Guess how Rep. Steve "cantaloupe calves" King (R-IA) feels about this?
Republicans are engaged in the predictable internal battle over President Obama's plan to take the much-needed action on immigration that the Republican-controlled House has blocked in Congress. It's a fight between a group that thinks it is absolutely worth shutting down the government over executive action on immigration and a group that thinks it can find a response that
the media's bipartisanship fetishists will accept and hold against Obama rather than against congressional Republicans.
On the shutdown-is-on-the-table side, you have your usual collection of extremists and racists, from Iowa Rep. Steve King to Georgia Rep. Paul Broun to:
The House should consider impeaching Obama if he gives legal protection to "people who have violated the law," said Rep. Walter Jones of North Carolina.
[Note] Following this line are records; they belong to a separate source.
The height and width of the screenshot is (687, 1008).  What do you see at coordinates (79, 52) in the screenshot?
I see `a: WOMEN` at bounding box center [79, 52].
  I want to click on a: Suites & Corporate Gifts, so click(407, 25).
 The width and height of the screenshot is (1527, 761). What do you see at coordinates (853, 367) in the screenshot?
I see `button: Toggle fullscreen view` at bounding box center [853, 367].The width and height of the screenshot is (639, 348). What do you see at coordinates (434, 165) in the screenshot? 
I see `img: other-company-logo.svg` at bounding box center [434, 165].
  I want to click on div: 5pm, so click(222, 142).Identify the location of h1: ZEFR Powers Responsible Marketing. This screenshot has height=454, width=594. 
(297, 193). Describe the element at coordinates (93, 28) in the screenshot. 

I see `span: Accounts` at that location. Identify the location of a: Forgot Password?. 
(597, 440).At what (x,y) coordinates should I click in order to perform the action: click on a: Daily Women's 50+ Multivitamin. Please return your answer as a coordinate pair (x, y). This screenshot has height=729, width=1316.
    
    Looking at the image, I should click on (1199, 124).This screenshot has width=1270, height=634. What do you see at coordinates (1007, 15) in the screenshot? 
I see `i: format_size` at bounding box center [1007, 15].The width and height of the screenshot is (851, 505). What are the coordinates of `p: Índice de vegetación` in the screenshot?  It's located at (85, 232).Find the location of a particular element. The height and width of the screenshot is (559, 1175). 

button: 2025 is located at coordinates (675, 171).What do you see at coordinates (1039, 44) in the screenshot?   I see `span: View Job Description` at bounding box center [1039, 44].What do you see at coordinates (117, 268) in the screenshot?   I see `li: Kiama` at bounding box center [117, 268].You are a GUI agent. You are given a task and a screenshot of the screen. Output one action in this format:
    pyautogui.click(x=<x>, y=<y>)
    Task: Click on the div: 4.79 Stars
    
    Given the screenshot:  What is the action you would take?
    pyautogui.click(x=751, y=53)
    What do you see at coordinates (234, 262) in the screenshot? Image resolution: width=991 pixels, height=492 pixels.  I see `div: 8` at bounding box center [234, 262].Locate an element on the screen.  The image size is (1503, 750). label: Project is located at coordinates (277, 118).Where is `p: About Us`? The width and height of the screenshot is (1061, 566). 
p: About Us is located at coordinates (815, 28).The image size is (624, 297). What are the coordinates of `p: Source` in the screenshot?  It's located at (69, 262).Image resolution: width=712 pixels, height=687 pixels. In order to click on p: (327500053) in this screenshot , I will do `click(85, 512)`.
Asked about GOP leaders who say the party will struggle to win presidential elections unless it gains more support from Hispanics — in part by softening its stand on immigration — Jones said, "They're weak!"
On the "let's figure out
how far we can go without the
Washington Post editorial board saying we're being unreasonable" side you've got Speaker John Boehner, Sen. Lindsey Graham, and the like. People who noticed and cared that the last government shutdown didn't go so well for Republicans. Those people are theoretically in charge of how Republicans will handle this, but then, they were theoretically in control when Sen. Ted Cruz shut down the government in 2013. So who knows?
Both sides of the internal fight are in agreement, though, that for Obama to halt some deportations would be unacceptable lawlessness, never mind that Ronald Reagan and George H.W. Bush both did the same basic thing. Too bad for this point of view that a panel of lawyers at the annual convention of the conservative Federalist Society concluded that executive action would actually be legal:
“If Congress wants to restrain the discretion of the president, they are supposed to do what the separation of powers encourages them to do: Write the statute tightly so that it will be actually administered the way you want it administered," Baker said. "The reality is many members of Congress don’t care how it is administered until somebody squawks about it. They don’t read the statutes, so how do they know how it is going to be administered.”
Don't expect those views to feature in Republican outrage when Obama finally does what Congress has refused to do, though. And with Obama's announcement potentially coming
as early as Thursday, Republicans will have to hurry up and get that temper tantrum calibrated.